Max Hastings (Inferno: The World at War, 1939-1945)
Britain, however, under Prime Minister Chamberlain, built up Hitler, granting to him in haste everything that had for a decade been refused to the German Republic - the remilitarization of the Rhineland, the Nazi-terrorized plebiscite in the Saar, German re-armament, naval expansion, the Hitler-Mussolini intervention in Spain. British finance, which had strangled German democracy by demanding impossible reparations, helped Hitler with investments and loans. Every intelligent world citizen knew that these favors were given to Hitler because British Tories saw in him their 'strong-arm gangster' against the Soviets.

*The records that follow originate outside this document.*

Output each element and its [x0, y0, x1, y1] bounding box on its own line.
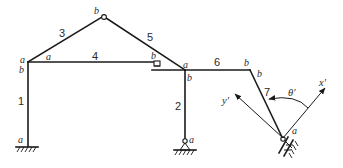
theta-prime-label: θ′ [288, 87, 296, 98]
fixed-support-icon [16, 147, 38, 152]
m4-right-end: b [151, 50, 156, 61]
member-3 [28, 17, 102, 62]
member-2-label: 2 [175, 100, 181, 112]
y-prime-label: y′ [221, 95, 230, 106]
m3-left-end: a [20, 54, 25, 65]
member-6-label: 6 [214, 56, 220, 68]
m2-top-end: b [187, 72, 192, 83]
inclined-roller-support-icon [279, 137, 298, 158]
member-1-label: 1 [18, 95, 24, 107]
apex-hinge-icon [102, 15, 107, 20]
frame-diagram: 1 2 3 4 5 6 7 a b a a b b a b a b b a x′… [0, 0, 343, 168]
m7-bottom-end: a [292, 125, 297, 136]
x-prime-label: x′ [318, 77, 327, 88]
y-prime-axis [235, 94, 283, 138]
apex-end: b [94, 5, 99, 16]
member-7-label: 7 [264, 86, 270, 98]
m1-bottom-end: a [18, 134, 23, 145]
member-7 [250, 70, 282, 137]
m7-top-end: b [257, 68, 262, 79]
m4-left-end: a [46, 51, 51, 62]
m5-right-end: a [183, 59, 188, 70]
m1-top-end: b [19, 64, 24, 75]
member-5-label: 5 [147, 31, 153, 43]
m6-right-end: b [244, 57, 249, 68]
member-4-label: 4 [92, 50, 98, 62]
theta-prime-arc [269, 98, 308, 108]
member-4-end-roller-icon [154, 61, 160, 66]
member-3-label: 3 [59, 27, 65, 39]
m2-bottom-end: a [189, 134, 194, 145]
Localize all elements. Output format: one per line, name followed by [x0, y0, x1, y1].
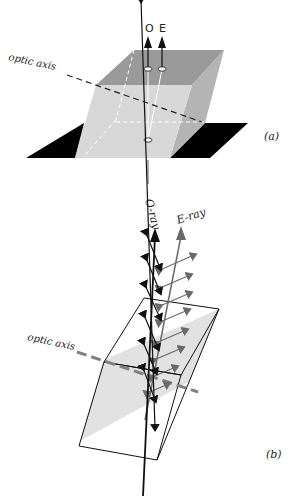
e-ray-label-b: E-ray: [174, 205, 208, 227]
e-label-a: E: [159, 22, 166, 35]
panel-a-label: (a): [264, 130, 279, 143]
o-label-a: O: [145, 22, 154, 35]
plate-left: [26, 123, 84, 158]
panel-b-label: (b): [266, 448, 282, 461]
birefringence-diagram: O E optic axis (a): [0, 0, 294, 496]
panel-a: O E optic axis (a): [8, 22, 280, 184]
optic-axis-label-a: optic axis: [8, 51, 58, 72]
o-ray-label-b: O-ray: [142, 197, 163, 231]
e-exit-spot: [158, 67, 166, 71]
o-exit-spot: [144, 67, 152, 71]
optic-axis-label-b: optic axis: [27, 331, 77, 352]
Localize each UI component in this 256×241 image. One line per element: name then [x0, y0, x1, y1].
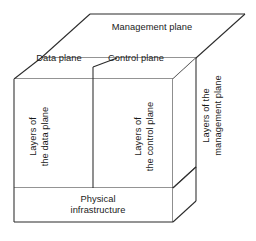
label-data-plane: Data plane: [26, 53, 92, 64]
label-layers-of-the-management-plane: Layers of the management plane: [201, 60, 224, 172]
label-control-plane: Control plane: [100, 53, 172, 64]
label-management-plane: Management plane: [96, 22, 208, 33]
label-layers-of-the-data-plane: Layers of the data plane: [28, 81, 51, 193]
management-plane-top-face: [41, 14, 245, 58]
management-plane-side-face: [173, 58, 196, 188]
label-layers-of-the-control-plane: Layers of the control plane: [133, 81, 156, 193]
data-plane-front-face: [14, 79, 93, 188]
diagram-canvas: Management plane Data plane Control plan…: [0, 0, 256, 241]
label-physical-infrastructure: Physical infrastructure: [24, 194, 172, 216]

Anna Louise Strong (The Stalin era)
Neville Chamberlain's politics of appeasement were, as far as we can judge, inspired by good motives; he was probably less motivated by considerations of personal power than were many other British prime ministers, and he sought to preserve peace and to assure the happiness of all concerned. Yet his policies helped to make the Second World War inevitable, and to bring untold miseries to millions of men. Sir Winston Churchill's motives, on the other hand, were much less universal in scope and much more narrowly directed toward personal and national power, yet the foreign policies that sprang from these inferior motives were certainly superior in moral and political quality to those pursued by his predecessor. Judged by his motives, Robespierre was one of the most virtuous men who ever lived. Yet it was the utopian radicalism of that very virtue that made him kill those less virtuous than himself, brought him to the scaffold, and destroyed the revolution of which he was a leader.
Hans J. Morgenthau (Politics Among Nations)

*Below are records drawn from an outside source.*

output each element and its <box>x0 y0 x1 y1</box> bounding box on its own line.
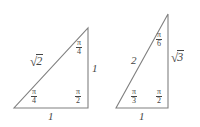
bottom-left-angle-numerator: π <box>131 88 137 96</box>
left-triangle-base-label: 1 <box>48 111 54 122</box>
right-triangle-apex-angle-label: π 6 <box>156 31 162 49</box>
apex-angle-denominator: 6 <box>156 39 162 48</box>
right-triangle-right-angle-label: π 2 <box>156 88 162 106</box>
right-angle-denominator: 2 <box>75 96 81 105</box>
left-triangle-bottom-left-angle-label: π 4 <box>31 88 37 106</box>
right-triangle-base-label: 1 <box>139 111 145 122</box>
bottom-left-angle-numerator: π <box>31 88 37 96</box>
left-triangle-hypotenuse-value: 2 <box>36 54 43 67</box>
left-triangle-vertical-leg-label: 1 <box>92 63 98 74</box>
right-angle-denominator: 2 <box>156 96 162 105</box>
bottom-left-angle-denominator: 4 <box>31 96 37 105</box>
left-triangle-right-angle-label: π 2 <box>75 88 81 106</box>
right-angle-numerator: π <box>156 88 162 96</box>
right-triangle-vertical-leg-value: 3 <box>177 50 184 63</box>
apex-angle-numerator: π <box>156 31 162 39</box>
apex-angle-numerator: π <box>76 39 82 47</box>
figure-canvas: √2 1 1 π 4 π 4 π 2 2 √3 1 π 6 π 3 π 2 <box>0 0 200 127</box>
right-triangle-vertical-leg-label: √3 <box>171 50 184 64</box>
right-angle-numerator: π <box>75 88 81 96</box>
apex-angle-denominator: 4 <box>76 47 82 56</box>
left-triangle-apex-angle-label: π 4 <box>76 39 82 57</box>
right-triangle-hypotenuse-label: 2 <box>131 55 137 66</box>
right-triangle-bottom-left-angle-label: π 3 <box>131 88 137 106</box>
bottom-left-angle-denominator: 3 <box>131 96 137 105</box>
left-triangle-hypotenuse-label: √2 <box>30 54 43 68</box>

Most people today are not aware that British Prime Minister Neville Chamberlain helped restore Great Britain’s financial stability during the Great Depression and also passed legislation to extend unemployment benefits, pay pensions to retired workers, and otherwise help those hit hard by the slumping economy. But history does remember his failure to confront Hitler. That is Chamberlain’s enduring legacy. So too will Iran’s construction of nuclear weapons, if it manages to do so in the next few years, become President Barack Obama’s enduring legacy. Regardless of his passage of health care reform and regardless of whether he restores jobs and helps the economy recover, Mr. Obama will be remembered for allowing Iran to obtain nuclear weapons.
Alan M. Dershowitz (The Case Against the Iran Deal: How Can We Now Stop Iran from Getting Nukes?)

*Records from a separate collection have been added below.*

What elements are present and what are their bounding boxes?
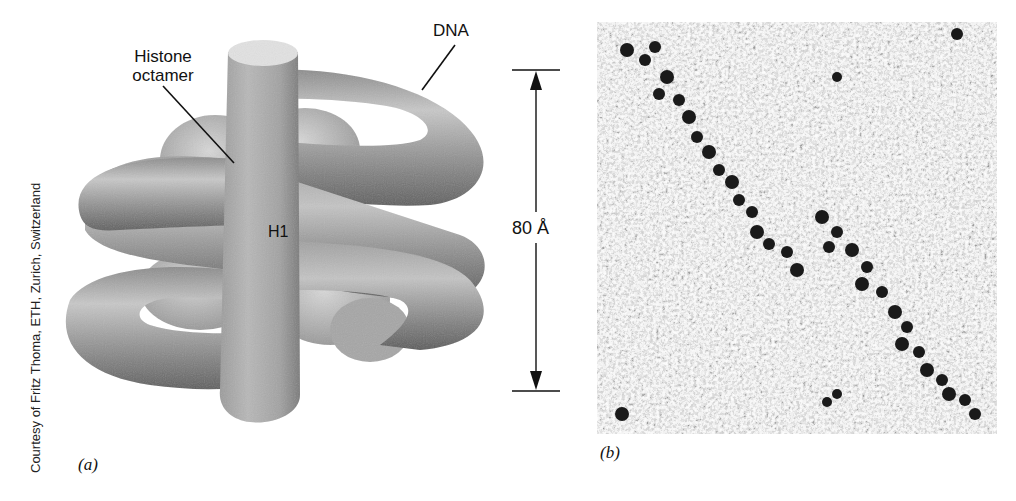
micrograph-image [597, 22, 997, 434]
figure: Histone octamer DNA H1 80 Å Courtesy of … [0, 0, 1016, 501]
panel-label-a: (a) [78, 455, 98, 475]
panel-label-b: (b) [600, 443, 620, 463]
label-h1: H1 [268, 222, 288, 241]
arrow-down-icon [530, 371, 542, 390]
dna-leader-line [422, 45, 455, 90]
label-dimension-80-angstrom: 80 Å [512, 217, 549, 240]
panel-a-nucleosome-model: Histone octamer DNA H1 80 Å Courtesy of … [0, 0, 590, 501]
nucleosome-model-illustration [0, 0, 590, 501]
arrow-up-icon [530, 71, 542, 90]
panel-b-electron-micrograph [597, 22, 997, 434]
image-credit: Courtesy of Fritz Thoma, ETH, Zurich, Sw… [28, 183, 43, 473]
label-dna: DNA [433, 21, 469, 40]
label-histone-octamer: Histone octamer [123, 47, 203, 85]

Nazi aggression, one might think, should have lent support to Winston’s candidacy. At this, of all times, it seems inconceivable that Baldwin would pick a weak man to supervise the defense of England. Nevertheless, that was what he did. Baldwin said outright: “If I pick Winston, Hitler will be cross.” In his biography of Chamberlain, Keith Feiling writes that the Rhineland was “decisive against Winston’s appointment”; it was “obvious that Hitler would not like it.” As the prime minister’s heir apparent, Chamberlain encouraged Baldwin to think along these lines. He suggested that Baldwin choose a man “who would excite no enthusiasm” and “create no jealousies.” The prime minister agreed. On Saturday, March 14—exactly a week since German troops had crossed the Rhine—he announced that he was establishing, not a ministry of defense, but a ministry for coordination of defense. Its leader, the new cabinet member, would be Sir Thomas Inskip.
William Manchester (The Last Lion 2: Winston Spencer Churchill Alone 1932-40)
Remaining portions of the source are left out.